Monday, September 26, 2005

the Tipley Team


Lifelong friendships, I'm learning, are a rare commodity. There are, of course, the college friendships, the high school friendships, occasionally the grade school friendships that have lasted through the years. And a lot of people probably had to play with the kids of their parents' friends - but those mostly end as the years go by - a quick "hello" and a catch-up if you happen to pass them somewhere along life's path usually suffices.
I have been given the gift of a true lifelong friendship. Well, I'm not dead yet so time will tell, but I am confident that no matter where our lives lead, we will always come back together in some way, shape or form.
Of course it started out with us being friends because we were born into our respective families. She came into the world seven months after I, a couple years followed and our younger siblings were born, two more years and our group was complete.
Our families did everything together. No really, everything. Our dads worked (and still work) together, we went to the same church (even switched churches around the same time), we lived two miles apart growing up, played together constantly, went on family vacations together, spent the night together (all 5 of us) too many times to count, put on plays, made music videos (which means we have amazing blackmail on each other)...basically experienced childhood together. We became much more than friends - we were truly family. The body.
At one point the five of us gave ourselves a name. The Tipleys. It's a combination of our last names (apprently I'm obsessed with that) - we even made a rap about it (bear in mind, this was like 1991). We got really zealous and wanted to do projects to raise money for ourselves (who knows what we would have spent it on) but I think all we did was rake their yard once and sell lemonade to golfers a few times (which resulted in me drinking lemonade up my nose - it stung really badly - but I tried to convince the others to do it anyway.

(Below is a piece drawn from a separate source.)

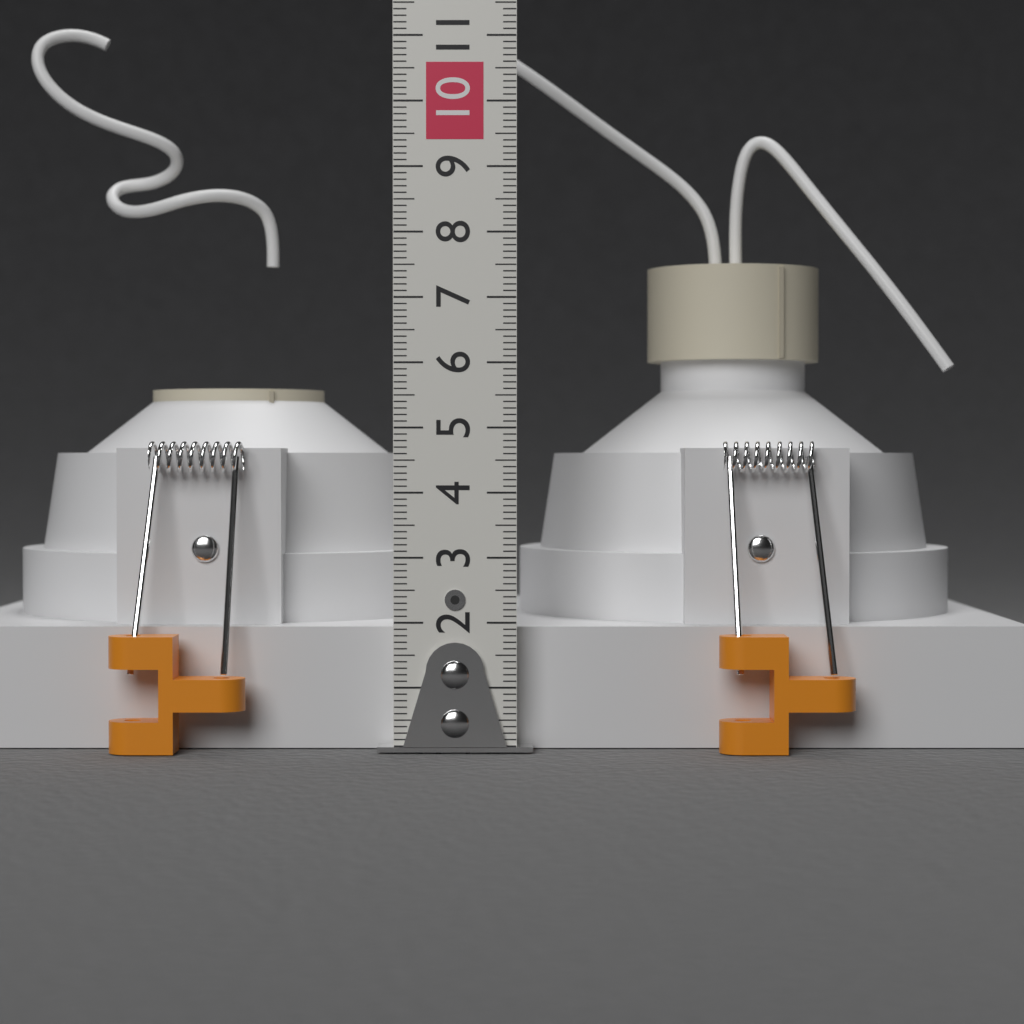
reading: 5.7 cm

I don't think any of them did).
I can't begin to name all the memories we've made together. I think about it and my mind starts swirling. And what I love the most is that it all runs together. We are all ages in my memories. Sometimes when I think about one of them, she is four years old, and the next time she's twenty. Of course we've all changed, but we have this bedrock - our joint childhood - holding us together. The three girls were all bridesmaids in my wedding - the eldest my maid of honor. I didn't have a sister of my own, and they didn't have a brother. Poor Clay got roped into doing more things than any of us would divulge, for his sake. Sitting here and remembering literally puts a smile on my face. I actually laughed out loud, causing Andy to ask what was so funny.
So I reshared the memory of us playing "pioneer days" (this was a favorite of ours). This specific time we had an infant sister (played very effectively by a doll). Apparently we were holding a church service out on "the prairie." I might have been playing the mother this time - or maybe we were all orphans (we usually were) - and I think we had just learned that worship song "Sanctuary." We sang it very seriously as I held the baby. Apparently, the western frontier was just too much for said baby - she died halfway through the song (this was up on the "morbid moments scale"). I looked down and let out a wail, then the rest of them joined in, sobbing into their bonnets and kerchiefs - Clay, most likely, standing sentry holding a (play) rifle. Very dramatic. I was the oldest and could not have been more than nine.
I just now phoned the one closest to me, and we howled with laughter at our antics. She informed me that the creek, where we spent many an hour constructing a raft that we could never get to float, has dried up. This makes us sad. And then we get sidetracked, talking over one another, trying to retell all the stories that we can summon up at the moment. We are instantly giddy just Remembering.
As I think back on those times and how they shaped me as a person - not just us children's friendships, but getting to watch our parents love each other and be in one another's lives - I wonder if my own children will have that. Babies are being born by the millisecond around here, but will one of them be Ella's bosom friend? Are my future children's kindred spirits being knit in their mother's wombs right now? I deeply hope this kind of friendship for them.
One of my very favorite authors, Elizabeth Goudge, voiced this sentiment perfectly:
"No one year is ever quite the same as any other year, and the souls whom it cradles through their first months on earth are of a particular vintage and know each other when they meet."

2 comments:

Anonymous said...

Oh Ali Tipley...that was so beautiful. I'm laughing outloud in my office and have the insane desire to print this off and post it for all to see. Evidence that despite the dysfunction and sadness of the families and babies I take care of in my job, real loving is possible. Real life long love and friendship is possible. It reminds me of the way a person described the 'here-ness' of the kingdom of God: not religious-ness but the kingdom of God on earth as it is in heaven is in laughter, memories shared, long long friendships, hot chocolate after setting up a tent in the cold dark night, howling with your best friend on the phone when you should be catching up on sleep. The unexpected poinency (sp???) of these moments is such a true gift. And a resounding YES to the Goudge quote. We are a particular vintage. Praise Jesus. Love to you and your tiny. I hope that someday our tinies can 'know each other when they meet' the way that we did and still do.

Anonymous said...

Thanks for the memories. I love you. And I'm so glad for the Tipleys.